Malik's positions on the expiation (kaffara) required for deliberate intercourse during the Ramadan fast are detailed in Al-Mudawwanah. The three sequential options — freeing a slave, fasting sixty consecutive days, or feeding sixty poor persons — are presented in their order of priority, with Malik's views on whether a person incapable of one option may move to the next without establishing inability.
On hajj, Al-Mudawwanah contains some of the most detailed early Maliki rulings on pilgrimage. Malik's positions on the conditions for hajj to become obligatory (freedom, adulthood, sanity, ability including financial and physical capacity), the three modes of performance (ifrad, tamattu', and qiran), and the rites of ihram, tawaf, sa'y, standing at Arafah, and the remaining rites are recorded through Ibn al-Qasim.

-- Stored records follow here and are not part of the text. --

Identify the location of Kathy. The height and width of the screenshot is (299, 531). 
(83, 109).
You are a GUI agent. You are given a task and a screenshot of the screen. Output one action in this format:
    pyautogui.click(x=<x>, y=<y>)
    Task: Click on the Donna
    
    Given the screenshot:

Malik's view that the sa'y between Safa and Marwa is an obligatory rite (rukn) of hajj — not merely a required act whose omission can be compensated by a sacrifice — is an important Maliki position reflected in Al-Mudawwanah. Similarly, Malik's rulings on the prohibited acts during ihram, the penalties (fidyah and dam) for violations, and the conditions under which a person prevented from completing hajj (muhsar) may exit the state of ihram are all addressed with characteristic Maliki precision.
The directness of Al-Mudawwanah's format — questions from Sahnun, answers from Ibn al-Qasim derived from Malik — gives these rulings a freshness and authority that has made the text indispensable for understanding the Maliki school's foundational positions. Students who engage with Al-Mudawwanah are reading law as it was actually taught, debated, and transmitted in the madrasas of early Islamic Africa and Andalusia.